The component also provides labeled security features in a desktop environment. Apart from extending support for the Common Desktop Environment from the Trusted Solaris 8 release, it delivers the first labeled environment based on GNOME.[2] Solaris Trusted Extensions facilitate the access of data at multiple classification levels through a single desktop environment.
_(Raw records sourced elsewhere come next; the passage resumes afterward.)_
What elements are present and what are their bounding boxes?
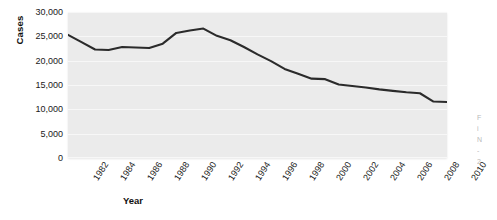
y-tick-label: 20,000	[35, 56, 63, 66]
x-tick-label: 1984	[118, 160, 137, 182]
x-tick-label: 1996	[280, 160, 299, 182]
x-tick-label: 1994	[253, 160, 272, 182]
x-tick-label: 1990	[199, 160, 218, 182]
caption-line: F	[477, 112, 497, 123]
x-axis-title-text: Year	[123, 195, 143, 206]
caption-line: N	[477, 134, 497, 145]
line-chart: Cases 0 5,000 10,000 15,000 20,000 25,00…	[0, 0, 497, 220]
x-tick-label: 1988	[172, 160, 191, 182]
x-axis-tick-labels: 1982 1984 1986 1988 1990 1992 1994 1996 …	[0, 158, 497, 200]
x-axis-title: Year	[0, 195, 497, 206]
x-tick-label: 1998	[307, 160, 326, 182]
x-tick-label: 1992	[226, 160, 245, 182]
caption-line: 2	[477, 156, 497, 167]
x-tick-label: 1986	[145, 160, 164, 182]
y-axis-tick-labels: 0 5,000 10,000 15,000 20,000 25,000 30,0…	[0, 0, 66, 170]
x-tick-label: 2000	[334, 160, 353, 182]
cut-off-caption: F i N - 2	[477, 112, 497, 167]
caption-line: i	[477, 123, 497, 134]
chart-figure: Cases 0 5,000 10,000 15,000 20,000 25,00…	[0, 0, 497, 220]
plot-area	[68, 12, 447, 158]
x-tick-label: 2002	[361, 160, 380, 182]
caption-line: -	[477, 145, 497, 156]
x-tick-label: 1982	[91, 160, 110, 182]
y-tick-label: 5,000	[40, 129, 63, 139]
x-tick-label: 2006	[415, 160, 434, 182]
y-tick-label: 15,000	[35, 80, 63, 90]
x-tick-label: 2004	[388, 160, 407, 182]
y-tick-label: 25,000	[35, 31, 63, 41]
data-series-cases	[68, 12, 447, 158]
x-tick-label: 2008	[442, 160, 461, 182]
y-tick-label: 10,000	[35, 104, 63, 114]
y-tick-label: 30,000	[35, 7, 63, 17]
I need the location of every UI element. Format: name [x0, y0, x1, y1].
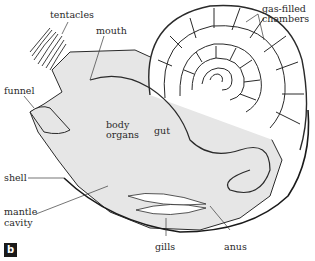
label-mantle: mantle [4, 207, 37, 217]
label-gills: gills [155, 242, 175, 252]
label-organs: organs [106, 130, 139, 140]
label-funnel: funnel [4, 86, 35, 96]
label-mouth: mouth [96, 26, 127, 36]
panel-label-badge: b [4, 243, 17, 257]
label-anus: anus [224, 242, 247, 252]
label-shell: shell [4, 173, 27, 183]
label-gut: gut [154, 126, 170, 136]
label-tentacles: tentacles [50, 10, 94, 20]
label-cavity: cavity [4, 218, 33, 228]
label-chambers: chambers [262, 14, 309, 24]
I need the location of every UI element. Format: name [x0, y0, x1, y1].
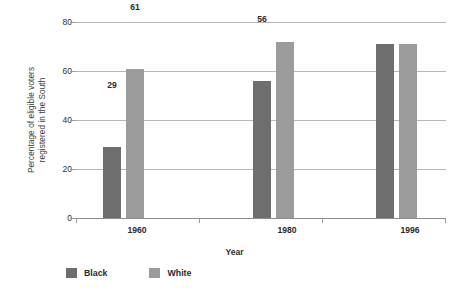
x-tick-mark-end — [445, 219, 446, 223]
x-category-label-1980: 1980 — [262, 225, 312, 235]
bar-1980-white[interactable] — [276, 42, 294, 218]
bar-value-1980-black: 56 — [249, 15, 275, 24]
legend-swatch-black-icon — [66, 268, 77, 278]
y-tick-label-80: 80 — [50, 18, 72, 27]
y-axis-title-line1: Percentage of eligible voters — [26, 67, 37, 173]
bar-1996-black[interactable] — [376, 44, 394, 218]
x-tick-mark-1 — [199, 219, 200, 223]
bar-value-1960-black: 29 — [99, 81, 125, 90]
x-category-label-1960: 1960 — [112, 225, 162, 235]
y-axis-tick-labels: 80 60 40 20 0 — [48, 0, 72, 303]
x-category-label-1996: 1996 — [385, 225, 435, 235]
bar-value-1960-white: 61 — [122, 3, 148, 12]
bar-1996-white[interactable] — [399, 44, 417, 218]
y-tick-label-40: 40 — [50, 116, 72, 125]
x-axis-title: Year — [0, 247, 469, 257]
chart-legend: Black White — [66, 268, 233, 278]
gridline-baseline-0 — [76, 218, 446, 219]
legend-item-black[interactable]: Black — [66, 268, 107, 278]
bar-1960-black[interactable] — [103, 147, 121, 218]
legend-item-white[interactable]: White — [149, 268, 191, 278]
bar-1980-black[interactable] — [253, 81, 271, 218]
legend-label-white: White — [167, 268, 191, 278]
legend-label-black: Black — [84, 268, 107, 278]
plot-area: 29 61 56 72 71 71 — [76, 22, 446, 218]
y-axis-title-line2: registered in the South — [37, 67, 48, 173]
x-tick-mark-2 — [322, 219, 323, 223]
y-tick-label-20: 20 — [50, 165, 72, 174]
y-tick-label-60: 60 — [50, 67, 72, 76]
y-tick-label-0: 0 — [50, 214, 72, 223]
x-tick-mark-start — [76, 219, 77, 223]
bar-chart: Percentage of eligible voters registered… — [0, 0, 469, 303]
bar-1960-white[interactable] — [126, 69, 144, 218]
legend-swatch-white-icon — [149, 268, 160, 278]
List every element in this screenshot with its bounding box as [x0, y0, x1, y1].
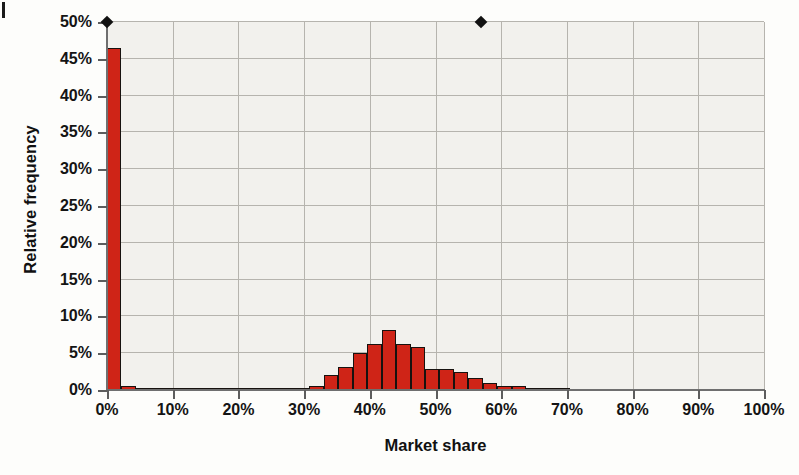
plot-area — [107, 22, 764, 390]
gridline-vertical — [633, 22, 634, 390]
x-axis-tick — [567, 390, 569, 399]
y-axis-tick — [98, 96, 107, 98]
x-axis-tick — [304, 390, 306, 399]
y-axis-tick-label: 30% — [6, 160, 92, 178]
y-axis-tick — [98, 390, 107, 392]
histogram-bar — [324, 375, 338, 390]
gridline-vertical — [567, 22, 568, 390]
gridline-vertical — [501, 22, 502, 390]
histogram-figure: Relative frequency Market share 0%5%10%1… — [0, 0, 799, 475]
x-axis-tick — [238, 390, 240, 399]
gridline-vertical — [436, 22, 437, 390]
histogram-bar — [411, 347, 425, 390]
x-axis-tick — [173, 390, 175, 399]
histogram-bar — [454, 372, 468, 390]
y-axis-tick-label: 35% — [6, 123, 92, 141]
x-axis-tick-label: 100% — [719, 401, 799, 419]
x-axis-tick — [764, 390, 766, 399]
gridline-vertical — [173, 22, 174, 390]
y-axis-tick — [98, 59, 107, 61]
y-axis-tick — [98, 206, 107, 208]
y-axis-tick-label: 20% — [6, 234, 92, 252]
y-axis-tick — [98, 132, 107, 134]
page-corner-mark — [2, 2, 5, 18]
x-axis-tick — [370, 390, 372, 399]
x-axis-tick — [436, 390, 438, 399]
y-axis-tick-label: 15% — [6, 271, 92, 289]
gridline-vertical — [304, 22, 305, 390]
histogram-bar — [439, 369, 453, 390]
y-axis-tick — [98, 280, 107, 282]
y-axis-tick — [98, 243, 107, 245]
gridline-vertical — [764, 22, 765, 390]
histogram-bar — [338, 367, 352, 390]
gridline-vertical — [238, 22, 239, 390]
gridline-vertical — [370, 22, 371, 390]
y-axis-tick-label: 50% — [6, 13, 92, 31]
histogram-bar — [107, 48, 121, 390]
y-axis-tick-label: 0% — [6, 381, 92, 399]
histogram-bar — [425, 369, 439, 390]
y-axis-tick-label: 25% — [6, 197, 92, 215]
y-axis-tick-label: 5% — [6, 344, 92, 362]
x-axis-tick — [633, 390, 635, 399]
y-axis-tick — [98, 316, 107, 318]
histogram-bar — [367, 344, 381, 390]
y-axis-tick — [98, 353, 107, 355]
histogram-bar — [353, 353, 367, 390]
y-axis-tick-label: 10% — [6, 307, 92, 325]
x-axis-title: Market share — [107, 436, 764, 455]
gridline-vertical — [698, 22, 699, 390]
y-axis-tick — [98, 169, 107, 171]
histogram-bar — [396, 344, 410, 390]
histogram-bar — [382, 330, 396, 390]
x-axis-tick — [501, 390, 503, 399]
x-axis-tick — [698, 390, 700, 399]
x-axis-tick — [107, 390, 109, 399]
y-axis-tick-label: 45% — [6, 50, 92, 68]
y-axis-tick-label: 40% — [6, 87, 92, 105]
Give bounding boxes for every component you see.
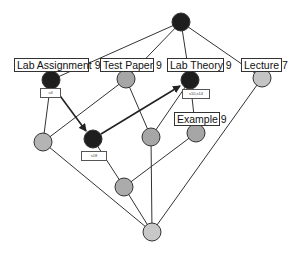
lattice-diagram bbox=[0, 0, 299, 259]
label-lab-theory-9: Lab Theory 9 bbox=[167, 58, 224, 72]
tag-mid-dark: s18 bbox=[81, 151, 107, 161]
edge bbox=[152, 78, 262, 232]
label-example-9: Example 9 bbox=[174, 112, 220, 126]
node-example-9[interactable] bbox=[187, 124, 205, 142]
node-lab-theory-9[interactable] bbox=[181, 71, 199, 89]
edge bbox=[151, 137, 152, 232]
node-test-paper-9[interactable] bbox=[117, 70, 135, 88]
node-mid-grey[interactable] bbox=[142, 128, 160, 146]
arrows bbox=[55, 86, 180, 134]
node-mid-dark[interactable] bbox=[84, 130, 102, 148]
node-top[interactable] bbox=[172, 13, 190, 31]
arrow-edge bbox=[101, 86, 180, 134]
edge bbox=[124, 133, 196, 187]
tag-lab-theory: s10,s14 bbox=[182, 89, 210, 99]
node-lab-assignment-9[interactable] bbox=[42, 71, 60, 89]
edges bbox=[43, 22, 262, 232]
tag-lab-assignment: s4 bbox=[40, 88, 61, 98]
label-lecture-7: Lecture 7 bbox=[241, 58, 282, 72]
node-lower-mid[interactable] bbox=[115, 178, 133, 196]
label-test-paper-9: Test Paper 9 bbox=[100, 58, 154, 72]
label-lab-assignment-9: Lab Assignment 9 bbox=[14, 58, 89, 72]
node-bottom[interactable] bbox=[143, 223, 161, 241]
node-left-grey[interactable] bbox=[34, 133, 52, 151]
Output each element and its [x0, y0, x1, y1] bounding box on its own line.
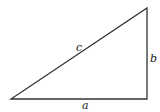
- vertical-leg-label: b: [150, 52, 157, 65]
- horizontal-leg-label: a: [82, 99, 89, 112]
- right-triangle-diagram: c b a: [0, 0, 160, 112]
- hypotenuse-label: c: [76, 41, 82, 54]
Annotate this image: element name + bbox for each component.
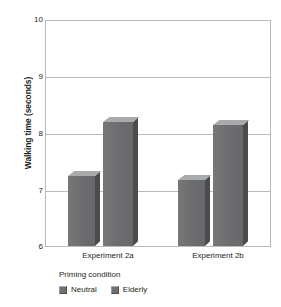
legend-item-elderly: Elderly <box>111 285 147 294</box>
legend-label-neutral: Neutral <box>71 285 97 294</box>
y-tick-label-9: 9 <box>17 73 43 81</box>
bar-experiment-2a-neutral <box>68 176 95 246</box>
bar-front-face <box>178 180 205 246</box>
legend: Priming condition Neutral Elderly <box>59 270 249 294</box>
bar-experiment-2b-neutral <box>178 180 205 246</box>
bar-chart-figure: Walking time (seconds) 10 9 8 7 6 <box>0 0 281 307</box>
bar-front-face <box>68 176 95 246</box>
x-tick-label-experiment-2a: Experiment 2a <box>60 251 156 260</box>
x-tick-label-experiment-2b: Experiment 2b <box>170 251 266 260</box>
bar-experiment-2b-elderly <box>213 125 243 246</box>
bar-side-face <box>243 120 248 246</box>
bar-side-face <box>133 117 138 246</box>
y-tick-label-8: 8 <box>17 130 43 138</box>
legend-label-elderly: Elderly <box>123 285 147 294</box>
gridline-9 <box>46 77 270 78</box>
y-tick-label-10: 10 <box>17 16 43 24</box>
bar-side-face <box>205 175 210 246</box>
legend-items: Neutral Elderly <box>59 285 249 294</box>
bar-front-face <box>103 122 133 246</box>
y-tick-label-6: 6 <box>17 243 43 251</box>
plot-area <box>45 20 271 247</box>
legend-swatch-icon <box>59 286 67 294</box>
y-axis-title: Walking time (seconds) <box>23 43 33 203</box>
legend-swatch-icon <box>111 286 119 294</box>
bar-front-face <box>213 125 243 246</box>
bar-experiment-2a-elderly <box>103 122 133 246</box>
legend-title: Priming condition <box>59 270 249 279</box>
legend-item-neutral: Neutral <box>59 285 97 294</box>
bar-side-face <box>95 171 100 246</box>
y-tick-label-7: 7 <box>17 187 43 195</box>
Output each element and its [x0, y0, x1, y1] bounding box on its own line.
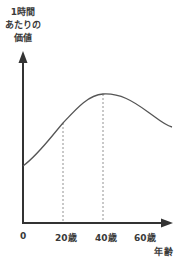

Solaris Trusted Extensions also delivers labeled device access and labeled network communication (through the CIPSO standard). CIPSO is used to pass security information within and between labeled zones. Solaris Trusted Extensions complies with the Federal Information Processing Standard (FIPS).

Trusted Solaris history

  • 2000 Trusted Solaris 8 - Common Criteria Evaluated: CAPP, RBACPP, LSPP at EAL4+[1]
  • 1999 Trusted Solaris 7
  • 1996 Trusted Solaris 2.5.1 - ITSEC Certified for E3 / F-B1
  • 1995 Trusted Solaris 1.2 - ITSEC Certified for E3 / F-B1
  • 1992 SunOS Compartmented Mode Workstation 1.0 - ITSEC Certified for E3 / F-B1
  • 1990 SunOS Multilevel Security 1.0 - TCSEC Conformance (1985 Orange Book)
gollark: Just make sure to make an on-disk database and not an in-memory one, obviously.
gollark: > will sqlite work for stuff that doesnt fit in RAM?Yes.
gollark: Intel is still a *massively* larger company.
gollark: I think most laptops are still using Intel, and most people do not actually care that much about computing hardware.
gollark: They are a MUCH larger company than AMD and also supply tons of non-enthusiast stuff.